Indigenous Leadership at the Heart of London’s Homelessness Strategy: The ARCH Initiative

In London, Ontario, a new approach to homelessness is taking shape. The ARCH initiative - Action Research to End Chronic Homelessness - is challenging the way the city responds, ensuring Indigenous leadership and community voices are at the center (CAEH, 2025). 

What makes ARCH different is not just the program it delivers, but who is leading the change. Led by the Atlohsa Family Healing Services, Arch is putting Indigenous communities in the driver’s seat. Indigenous peoples are disproportionately represented among those experiencing homelessness, yet mainstream services too often miss the mark- failing to address cultural identity, intergenerational trauma, and community healing (Homeless Hub, 2025). ARCH is able to do something revolutionary: housing solutions now honor traditions, including healing practices, and involve communities in every decision (Atlohsa, 2025). 

One of the most powerful commitments of ARCH is its dedication of 30% of London’s homelessness funding to Indigenous-led services (CAEH, 2025). This move not only provides resources but also shifts power, ensuring equity in decision-making. ARCH also follows the OCAP principles- Ownership, Control, Access, and Possession- which guarantee that Indigenous communities maintain authority over their own data. This protects cultural integrity and ensures that programs reflect lived realities rather than outside assumptions (Homeless Hub, 2025). 

As important as funding structures and data principles are, ARCH’s reach goes far beyond these notions. It is about reconciliation in action. By embedding Indigenous knowledge systems, practices of care, and collective decision-making into housing policy, London is modeling what a just approach to ending homelessness can look like. The initiative recognizes that homelessness can be brief, and non-recurring when solutions are designed with respect for culture, history and community at its center (CAEH, 2025). 

ARCH is also a blueprint for other cities. Across Canada, communities are searching for ways to make coordinated access more equitable and culturally responsive. London demonstrates that transformation happens when Indigenous leadership is supported, and not tokenized. Rather than layering Indigenous perspectives onto existing systems, ARCH rebuilds the system itself to reflect Indigenous ways of knowing and being. 

Ending chronic homelessness is not only a policy challenge but a cultural one. London’s ARCH initiative shows that when Indigenous voices lead, and when reconciliation is directly implemented into housing solutions, the path forward becomes clearer.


**TASK OBJECTIVE**
Give the data again word for word; drop the pictures.

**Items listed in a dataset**
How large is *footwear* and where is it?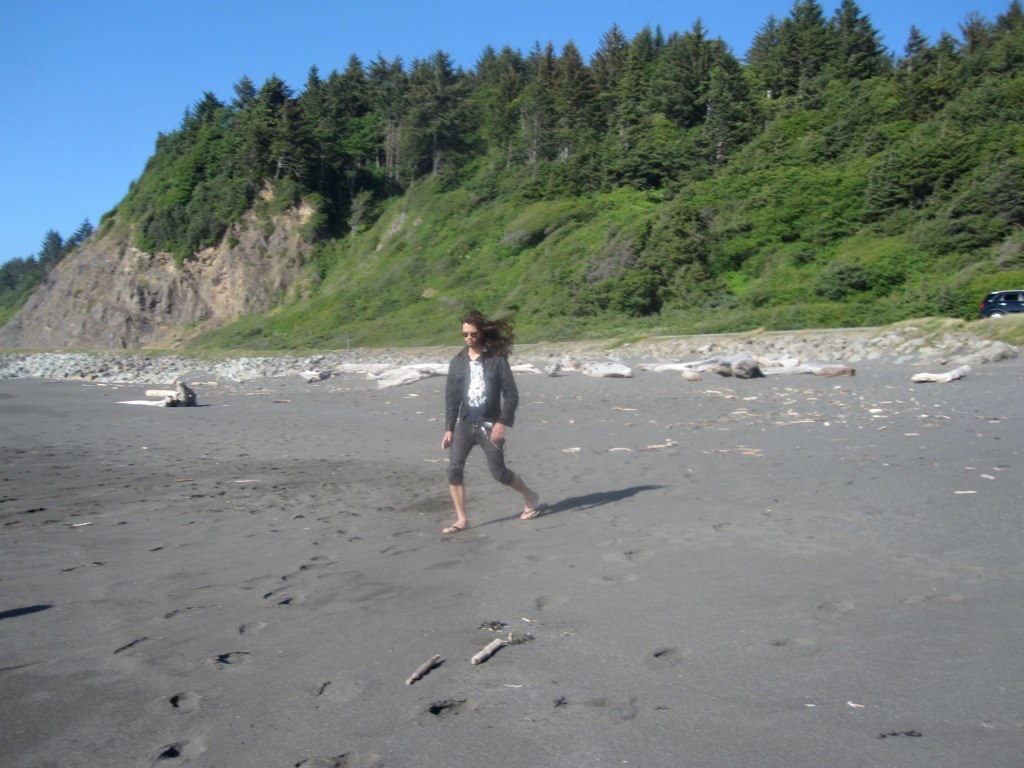
Bounding box: 444, 525, 471, 530.
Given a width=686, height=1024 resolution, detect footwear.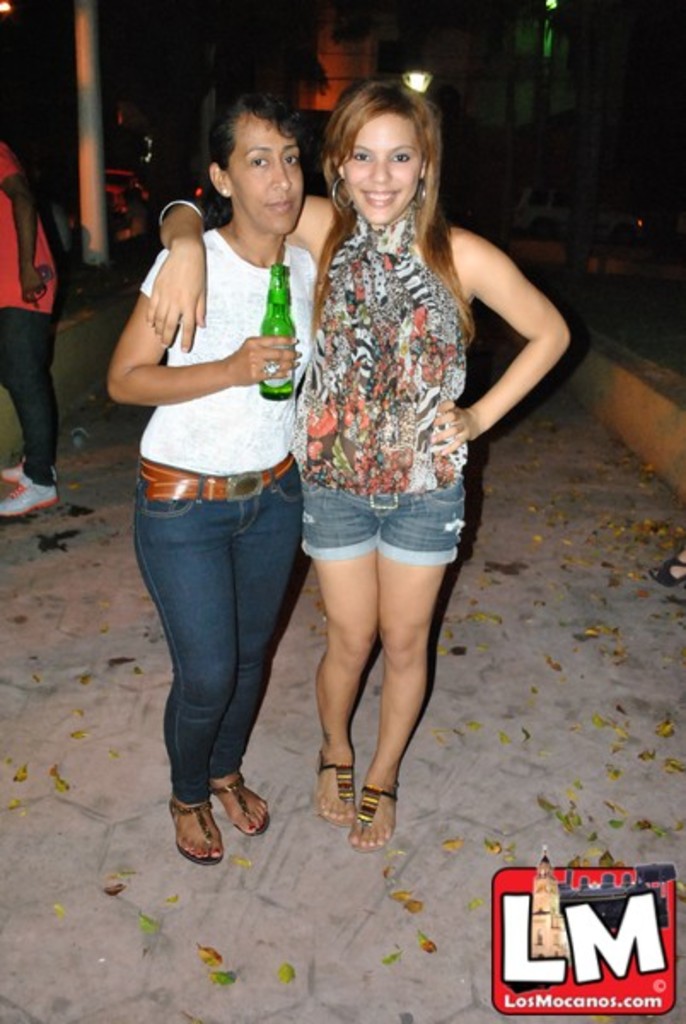
rect(642, 543, 684, 592).
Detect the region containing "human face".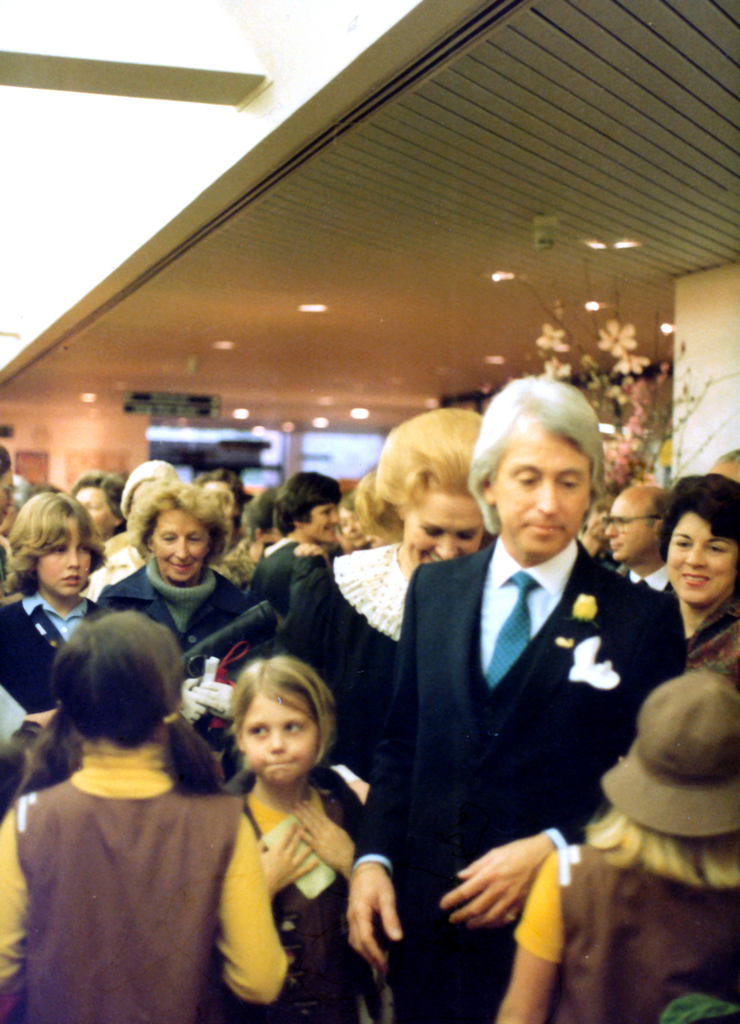
230/684/315/773.
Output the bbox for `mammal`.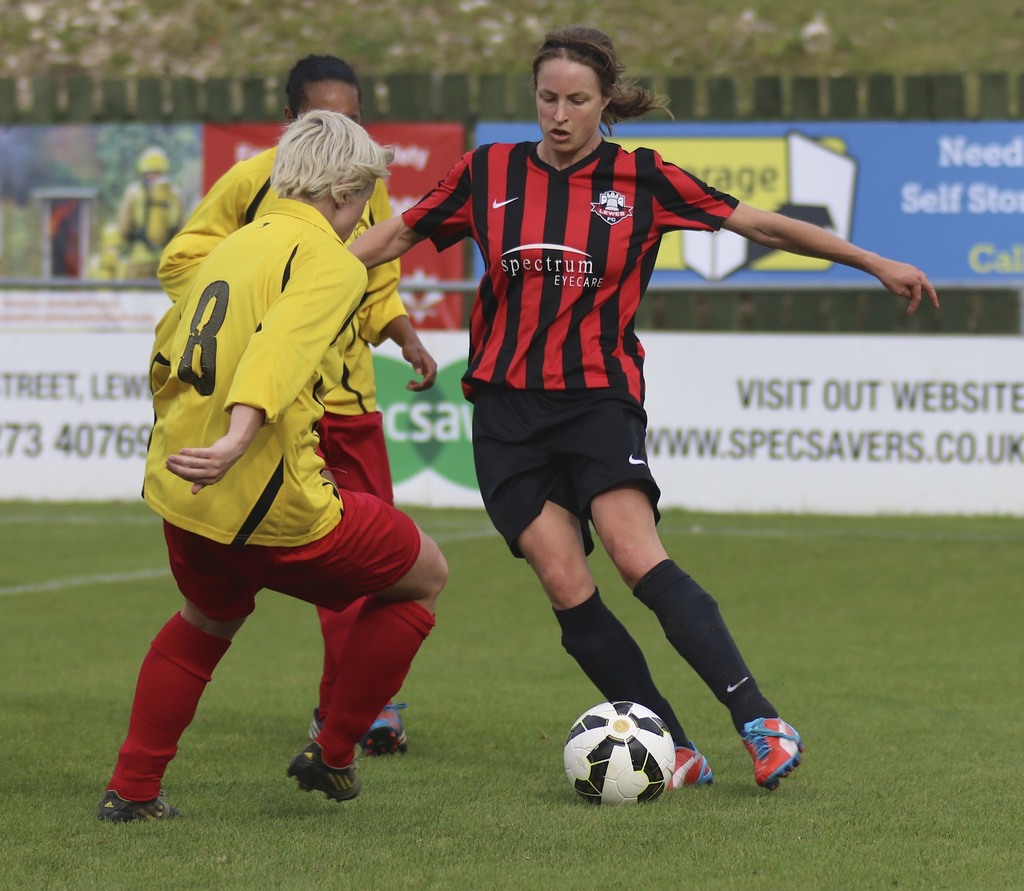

**REPLY**
How large is *footwear* and where is it?
Bounding box: 444, 525, 471, 530.
Given a width=686, height=1024 resolution, detect footwear.
rect(642, 543, 684, 592).
Detect the region containing "human face".
230/684/315/773.
Output the bbox for `mammal`.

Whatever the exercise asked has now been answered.